How This Mother and Daughter Overcame Incest and Unspeakable Abuse

Not long after KoKo’s diagnosis, I finally stood up to him. I was 24, we were at one of the apartments, and he was about to go to bed with my sister. I was so angry I screamed, “Leave her alone!” I called him an asshole, and I went off on my mother too. I told her, “I can’t believe all of this time you have not been protecting us.” I expected my father to punch me in the face, to knock me out. But he just looked shocked and sat down in silence.

And it hit me: Oh. You’re just a punk. A coward. I realized that I had actually never seen him fight a man. He’d only victimized women and children. And this whole godlike image of him controlling everything just crumbled.

“Where’s my real daddy?”

Soon after Aziza stood up to her father, she broke off all contact. About a year later she regained custody of her three children. Arrishtk was about to turn nine.

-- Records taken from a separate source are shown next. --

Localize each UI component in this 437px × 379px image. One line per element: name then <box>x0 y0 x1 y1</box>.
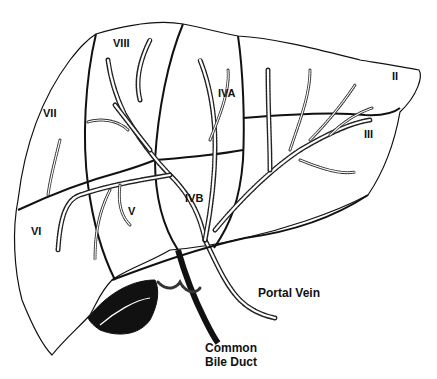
common-bile-duct-label-line1: Common <box>205 341 257 355</box>
segment-label-iii: III <box>364 128 373 140</box>
portal-vein-label: Portal Vein <box>258 286 320 300</box>
liver-outline <box>15 22 421 355</box>
segment-label-iva: IVA <box>218 87 236 99</box>
segment-label-vi: VI <box>31 225 41 237</box>
segment-label-ivb: IVB <box>185 192 203 204</box>
structure-labels: Portal Vein Common Bile Duct <box>205 286 320 369</box>
segment-label-ii: II <box>392 70 398 82</box>
cystic-duct <box>158 282 200 292</box>
segment-label-v: V <box>128 205 136 217</box>
liver-diagram: II III IVA IVB V VI VII VIII Portal Vein… <box>0 0 437 379</box>
common-bile-duct <box>178 250 218 343</box>
common-bile-duct-label-line2: Bile Duct <box>205 355 257 369</box>
portal-vein-trunk <box>205 240 275 318</box>
segment-label-vii: VII <box>43 107 56 119</box>
segment-label-viii: VIII <box>113 37 130 49</box>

AZIZA: When she came back, she started asking me about her father. I didn’t think she was ready. I even made up a story about a fake daddy. But one day she came to me in the kitchen—she was 13—and she’s like, “Tell me the truth now.” And the words just came out: “Aswad is your father. And he’s my father too.”

ARRISHTK: And I was like, “What?”

AZIZA: Actually she said, “I knew it.”

ARRISHTK: Yeah, well. You didn’t need to tell me any more. After my mind processed for a couple of minutes, I started calculating it in my head. I was just like, So that means he is my grandfather and also Daddy, and your sisters are my half-sisters too, and so—

AZIZA: I didn’t want to traumatize her with the hard-core stuff. But I said I was raped.

ARRISHTK: I was also angry. At him. And at Grandma [Aikasha]. Like she didn’t do anything? But at the same time, I felt even closer to Mommy.

AZIZA: We were close, especially then. I was in my twenties, and she was going into her teens, doing all the things I’d dreamed about—friends, school. I lived vicariously through her journey. She’d do her homework with me in the kitchen. That’s how I know my American history. [Laughs.] And then we would sing together, and the other kids would come join. We’d do a lot of En Vogue. I loved this old spiritual, “We Are One in the Spirit.”

ARRISHTK: Oh, there was this song—I hated her singing it, because it was about a man. Who’s it by?

AZIZA: You have to remind me.

ARRISHTK: [Hums a melody.]

AZIZA: Whitney Houston. “Saving All My Love for You.”

ARRISHTK: See! Saving your all love for him! [Both have a good, long laugh.] Our bonding times definitely helped us cope.

Getting justice

Over the next five years, Aziza married (and later divorced), bought a car, enrolled her kids in school, and at one point was juggling three jobs: as a chef in Newark, a hostess in Manhattan, and wallpapering houses on the weekend. It was a lot, but she was starting to live the life she’d always imagined for herself.